It’s interesting to compare two pieces in this week’s issue
– Nicholas Schmidle’s “In the Crosshairs” and Nick Paumgarten’s “The Manic
Mountain.” Both are about men, action, and violence. Both are absorbing,
gripping, bravura pieces of writing. “In the Crosshairs” tells the story of
Chris Kyle, “one of the deadliest snipers in American history,” murdered on a
Texas rifle range. “The Manic Mountain” is about Ueli Steck, “one of the
world’s premier alpinists,” and his involvement in a nasty brawl with Sherpas
on Mount Everest. Both are empathetic and sensitive, withholding judgement,
refusing to take sides, probing the violent incidents they describe (the
murder, the brawl) for meaning beyond mere sensationalism. If there’s a villain
in “In the Crosshairs,” it’s the Dallas Veterans Affairs Medical Center for
failing to properly treat Kyle’s killer’s post-traumatic stress disorder
(P.T.S.D.) (“The V.A. is a sclerotic and overwhelmed bureaucracy”). And “The
Manic Mountain” seems to suggest that the underlying cause of the Sherpas’

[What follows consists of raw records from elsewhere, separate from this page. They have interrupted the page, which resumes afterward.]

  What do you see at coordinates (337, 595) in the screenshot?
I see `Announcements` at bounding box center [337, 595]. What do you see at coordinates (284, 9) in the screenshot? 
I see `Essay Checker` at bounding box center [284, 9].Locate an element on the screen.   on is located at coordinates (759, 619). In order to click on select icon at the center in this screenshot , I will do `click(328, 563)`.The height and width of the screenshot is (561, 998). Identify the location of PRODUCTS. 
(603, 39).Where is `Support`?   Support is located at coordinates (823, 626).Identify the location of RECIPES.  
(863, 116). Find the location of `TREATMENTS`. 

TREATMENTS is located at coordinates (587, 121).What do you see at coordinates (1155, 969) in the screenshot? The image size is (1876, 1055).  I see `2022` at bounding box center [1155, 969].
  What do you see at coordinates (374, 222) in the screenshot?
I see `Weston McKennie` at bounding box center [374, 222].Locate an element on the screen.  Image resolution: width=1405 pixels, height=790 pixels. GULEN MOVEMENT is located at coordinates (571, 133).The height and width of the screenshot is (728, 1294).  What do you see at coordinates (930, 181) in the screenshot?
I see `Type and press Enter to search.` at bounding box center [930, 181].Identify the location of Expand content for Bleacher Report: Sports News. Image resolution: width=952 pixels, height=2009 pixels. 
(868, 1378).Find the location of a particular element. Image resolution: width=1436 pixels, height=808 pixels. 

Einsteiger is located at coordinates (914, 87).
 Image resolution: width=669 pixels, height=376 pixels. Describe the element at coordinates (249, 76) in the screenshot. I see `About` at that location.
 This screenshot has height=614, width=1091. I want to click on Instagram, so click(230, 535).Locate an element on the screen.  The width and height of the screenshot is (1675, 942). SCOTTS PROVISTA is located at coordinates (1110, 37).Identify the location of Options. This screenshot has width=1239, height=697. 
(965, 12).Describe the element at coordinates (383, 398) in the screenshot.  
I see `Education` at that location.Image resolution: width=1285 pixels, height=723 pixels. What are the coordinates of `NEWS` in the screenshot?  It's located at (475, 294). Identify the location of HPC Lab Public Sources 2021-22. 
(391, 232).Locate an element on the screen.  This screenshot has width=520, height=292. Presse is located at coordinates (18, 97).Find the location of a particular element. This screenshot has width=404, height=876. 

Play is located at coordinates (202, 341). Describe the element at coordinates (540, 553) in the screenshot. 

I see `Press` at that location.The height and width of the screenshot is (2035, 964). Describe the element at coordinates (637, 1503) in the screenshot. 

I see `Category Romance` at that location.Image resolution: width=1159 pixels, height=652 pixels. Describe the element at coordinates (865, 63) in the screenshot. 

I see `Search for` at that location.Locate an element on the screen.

attack on Steck stems from their frustration with the guiding companies
(“Everst has evolved into a seasonal society dominated by the interests of the
commercial guiding companies, which for the most part are owned and operated by
foreigners”).
However, in terms of style, the two pieces differ from each
other in at least two ways. First, “In the Crosshairs”’s writing is
plainer. The sentences are shorter, simpler. Schmidle’s style is
quintessentially factual. A Schmidle sentence is sturdy, Shaker-like. Here are three typical samples from “In the Crosshairs”: “The point man, a
twenty-eight-year-old named Marc Lee, began climbing the stairs”; “For all his
bravado, Kyle had a compassionate side”; “They loaded up Kyle’s truck and went
to pick up Routh.” Paumgarten’s
style is richer. He writes a longer line; he uses figuration. Here, for
example, is his description of Steck at a climbing gym:
He followed a progression of blue handholds, then orange,
then pink, hopping down to the mat each time, brushing the talc from his hands
on his shorts and peering up at the wall, his head tilted as though the wall
were a language he was trying to remember.
That “as though the wall were a language he was trying to
remember” is very fine.
Secondly, Schmidle’s “I” is less prominent than Paumgarten’s
is. Schmidle keeps himself in the background. His pieces are sprinkled with
“told me,” but other than that, he’s not much in evidence. An exception is the
last section of “In the Crosshairs,” which begins, “In early May, I flew to
northern Texas to see Raymond and Jodi Ruth.” I found that sentence thrilling.
Finally, I thought, we glimpse
the guy who’s telling this story. On the
other hand, Paumgarten is gloriously subjective. His voice on the page is more
distinctive than Schmidle’s. He injects more of his own personality into his
writing. For example, there’s a humorous passage in “The Manic Mountain” where
Paumgarten “growls” at the Eiger’s North Face:
I drove up from Interlaken one afternoon to have a look, and
seeing it for the first time from the road leading up to Grindelwald, I found
myself growling back at it. It was the bigger bear: a nasty shaded rampart of
limestone and ice, nearly six thousand vertical feet from bottom to top,
bedevilled by avalanches, falling rocks, sketchy verglas (thin ice), and sudden
storms that can pin a climber for days.
I’m not pitting these two styles against each other. I like them both. Schmidle’s efficiency and specificity occasionally yield strikingly beautiful lines, such as “During the next four minutes, the interior of the Black Hawks rustled alive with the metallic cough of rounds being chambered” (“Getting Bin Laden,” The New Yorker, August 8, 2011). But when Paumgarten does something like growling at a mountain, he makes me smile. That’s a little bonus of his writing that I appreciate.
Second Thoughts: I want to clarify what I said above. Schmidle is a plain-style writer, but his “In the Crosshairs” is anything but plain. It’s an intricate, elaborate canvas, with a wealth of memorable detail worked into it (e.g., the “red crusader’s cross” tattooed on Kyle’s arm, the crawfish - “some live, some cooked” - that Rury stuffed down Kyle's shorts, New Mexico's “tumbleweed expanses,” the “knobby” tires on Kyle’s F-350, the “grooves in the sand around Littlelfield’s fingers”). It connects the Iraq war with Chris Kyle with P.T.S.D. with Eddie Ray Routh with Texas gun culture with murder on a rifle range. It makes the killer’s life as much a tragedy as the victim's. It’s an astonishing piece of work. It would make one hell of a great movie.